MEGAN MCARDLE: “Black Lives Matter” Will Have Trouble Micromanaging Cops.

Fundamentally, they’re trying to answer a problem that has perplexed society for a long time: How do we send police out to control crime (which, we should remember, disproportionately affects minorities and the poor), while holding them accountable for not misusing the considerable power we’ve vested in them? It’s a life-and-death version of a broader question economists and business-school types have wrestled with: How do you manage professionals? Unfortunately, so far no one has come up with great answers.

Since police are not usually thought of as members of the professional class, let me define what I mean by a professional: someone who does a lot of work unsupervised, and whose output is important, yet hard to measure. Professionals tend to deal with some of the most sensitive and important issues that our society has, like treating illness and educating our children. It’s no accident that these people generally end up being regulated by their peers — and that the rest of us are frequently unsatisfied with the results. When professional groups decide what’s good for the rest of us, it usually turns out that what they think is good for the rest of us is what’s best for them.

This doesn’t have to be nakedly venal, and it often isn’t. College professors genuinely care about their students, lawyers about their clients, doctors about their patients, journalists about their readers, and yes, police care about the communities they serve. But when a proposal comes up that will hurt them in some way, it’s very easy for the professionals to see all the reasons against it, and to convince themselves that the world will be better off without it. And when it comes time to discipline a member for some offense, unless it is straightforwardly heinous, they will naturally sympathize with the accused, thinking of all the times they made mistakes that could have landed them in the same place.

The alternative seems obvious: Don’t let them regulate themselves. The Black Lives Matter proposal calls for two strong civilian oversight boards that do not include any police representatives, former cops or family members of cops. These boards would no doubt be tough on cops. But there’s a small problem, which is that you would have a board that has, at best, a 50 percent understanding of policing: The members might know what it is to be policed, but they will not know what it is to police. Excluding people with knowledge of the system from your regulatory board is not a formula for good decision making. If you constitute such a body, you are asking for open conflict with your police force, which will justifiably resent being told that they did their jobs wrong, all the more so if the charge is coming from people who have never tried to do the job. Because police officers spend a lot of time operating unsupervised, and do not have measurable outputs other than the time they put in, they will have a lot of ways to rebel against perceived unfairness.

Two thoughts. First, it’s cute to pretend that Black Lives Matter is actually about making policing better when it’s really just another Democratic party constituency agitprop group. Second, if you really want to improve policing (1) abolish official immunity; (2) require insurance for all police; (3) give people a choice of who polices their neighborhoods. That won’t happen, though, because it’s bad for public employee unions and it doesn’t make for appealing slogans designed to drive black voter turnout in November of 2016.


Go through the data below and return each line containing the word "panel".

+--

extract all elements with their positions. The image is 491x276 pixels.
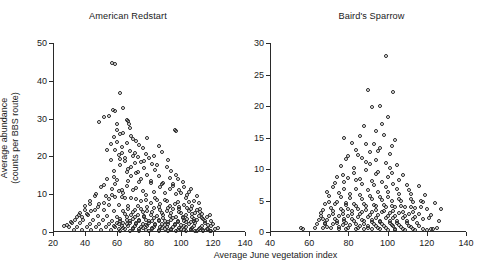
data-point [158,185,162,189]
data-point [157,228,161,232]
data-point [80,215,84,219]
data-point [171,182,175,186]
data-point [112,135,116,139]
x-tick [427,232,428,236]
data-point [165,209,169,213]
data-point [333,217,337,221]
data-point [360,197,364,201]
data-point [177,205,181,209]
data-point [128,126,132,130]
y-tick-label: 0 [259,227,264,237]
panel-title-left: American Redstart [3,11,253,21]
data-point [399,204,403,208]
data-point [126,179,130,183]
data-point [173,202,177,206]
data-point [346,207,350,211]
data-point [409,205,413,209]
panel-bairds-sparrow: Baird's Sparrow 051015202530406080100120… [250,0,491,276]
data-point [301,227,305,231]
data-point [384,226,388,230]
data-point [113,148,117,152]
data-point [427,216,431,220]
data-point [198,210,202,214]
data-point [169,228,173,232]
data-point [89,228,93,232]
data-point [112,209,116,213]
data-point [417,224,421,228]
data-point [386,195,390,199]
data-point [368,150,372,154]
data-point [413,215,417,219]
data-point [113,182,117,186]
x-tick-label: 100 [173,238,188,248]
data-point [370,105,374,109]
data-point [155,163,159,167]
data-point [144,193,148,197]
data-point [195,229,199,233]
data-point [152,154,156,158]
x-tick-label: 60 [304,238,314,248]
y-tick-label: 10 [254,164,264,174]
y-tick [266,201,270,202]
data-point [350,141,354,145]
data-point [325,225,329,229]
data-point [397,178,401,182]
data-point [354,178,358,182]
data-point [388,166,392,170]
data-point [397,192,401,196]
data-point [107,203,111,207]
data-point [384,185,388,189]
y-tick [266,138,270,139]
data-point [94,192,98,196]
data-point [435,226,439,230]
x-tick-label: 60 [112,238,122,248]
data-point [425,207,429,211]
data-point [393,214,397,218]
data-point [184,196,188,200]
data-point [144,228,148,232]
data-point [390,144,394,148]
data-point [174,129,178,133]
data-point [142,166,146,170]
data-point [342,136,346,140]
x-tick [309,232,310,236]
x-tick-label: 40 [80,238,90,248]
data-point [85,225,89,229]
y-axis-spine-left [53,43,54,232]
data-point [433,201,437,205]
data-point [187,190,191,194]
data-point [96,205,100,209]
data-point [358,212,362,216]
data-point [344,201,348,205]
x-tick [466,232,467,236]
data-point [401,210,405,214]
data-point [364,142,368,146]
data-point [397,223,401,227]
data-point [181,180,185,184]
data-point [372,203,376,207]
y-axis-spine-right [270,43,271,232]
data-point [129,196,133,200]
y-tick-label: 30 [37,114,47,124]
data-point [393,138,397,142]
data-point [417,212,421,216]
data-point [153,168,157,172]
data-point [374,208,378,212]
data-point [89,209,93,213]
data-point [101,218,105,222]
data-point [417,184,421,188]
data-point [152,206,156,210]
data-point [364,208,368,212]
data-point [163,198,167,202]
x-tick [245,232,246,236]
data-point [136,155,140,159]
data-point [380,180,384,184]
data-point [370,227,374,231]
data-point [129,174,133,178]
data-point [88,222,92,226]
y-tick-label: 40 [37,76,47,86]
y-tick-label: 50 [37,38,47,48]
data-point [352,171,356,175]
data-point [117,189,121,193]
data-point [329,206,333,210]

+--

*Answer*
panel-title-left: American Redstart [3,11,253,21]
panel-bairds-sparrow: Baird's Sparrow 051015202530406080100120… [250,0,491,276]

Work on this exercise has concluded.